Nick Thompson: I shared my first computer with my father. It was an IBM Personal Computer in the early 80s, and I was hooked once I heard the clackity-clack of the mechanical keyboard. not so much with the dial up connection speeds.

ETB: How did you find your way to the world of site reliability and platform engineering?

NT: It was a long arc from traditional operations. I have been fortunate to experience many evolutions and advancements as they were happening (virtual machines, cloud computing, containerization, serverless, software config management, Infrastructure as Code, Container Orchestration). I am not one to let the status quo dictate my decision-making process and have always looked to identify how to improve on what I did yesterday so I can be just a little bit better tomorrow. These evolutions afforded me all kinds of opportunities to try them out and learn new ways to accomplish old tasks more efficiently with big divedends. Traditional operation is about mitigating risk, reducing change, and valuing stability. This doesn’t leave much room for improvement. Site Reliability Engineering really resonated with me because it accepts that there is inherently some degree of unreliability in every system.

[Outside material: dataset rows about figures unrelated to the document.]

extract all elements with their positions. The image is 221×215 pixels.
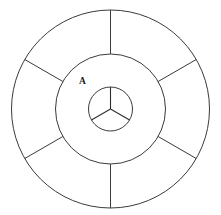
concentric-circle-diagram: A	[0, 0, 221, 215]
inner-spoke-210	[91, 109, 110, 120]
figure-canvas: A	[0, 0, 221, 215]
outer-divider-30	[158, 60, 196, 82]
region-label-a: A	[79, 76, 86, 86]
outer-divider-150	[25, 60, 63, 82]
outer-divider-210	[25, 137, 63, 159]
outer-divider-330	[158, 137, 196, 159]
inner-spoke-330	[111, 109, 130, 120]
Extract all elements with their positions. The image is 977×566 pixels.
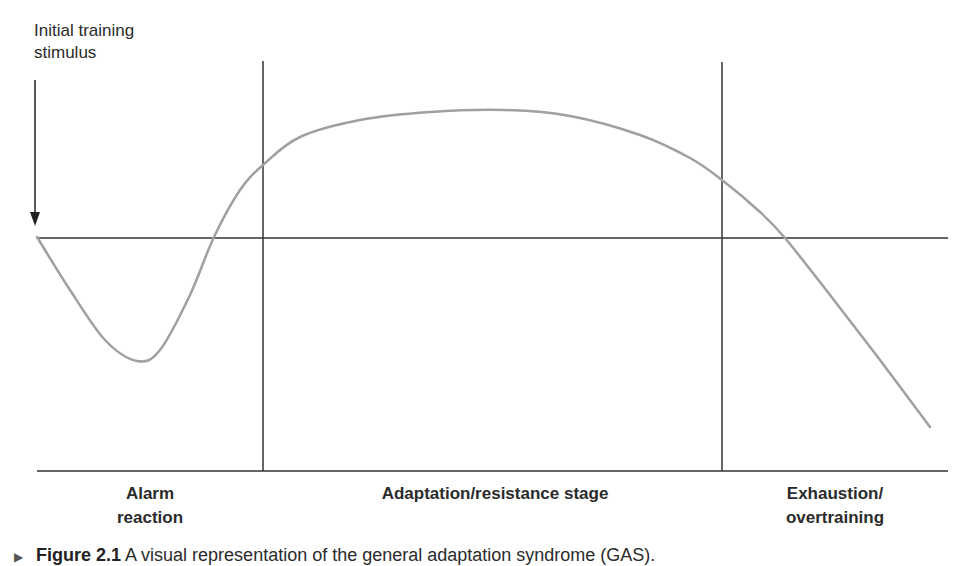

This slim margin of error allows us to think differently about risk, change and innovation. It also creates an opportunity to embraces change, to a point, that allow systems to be ever changing as long as the level of acceptable reliability, as measured by the customer (not stakeholders, and this is quite important) is always met. This new contract between Product, Development, operations, and customers allows us to discuss change based on the user experience with a lens on reliability. A system that is reliable with a consistent experience is one that is trusted.

Platform Engineering, at least how I view it, is an extension of Site Reliability Engineering but is focused internally on engineering enablement and empowerment. How reliably can we create applications, systems, and infrastructure to ensure we get through the SDLC successfully? With that in mind, I view the goal of platform engineering as providing the tooling which empowers and enables engineers to align the “easy” path with the “right” path. If the platform can accomplish this one goal it should complement the goals of reliability engineering and provide a successful platform to deliver value to customers with a very high degree of success while being a pleasure to work with.

Visit bestinenterpriseresilience.com to learn more about how CEM is enabling enterprise resilience at scale across digital and physical domains.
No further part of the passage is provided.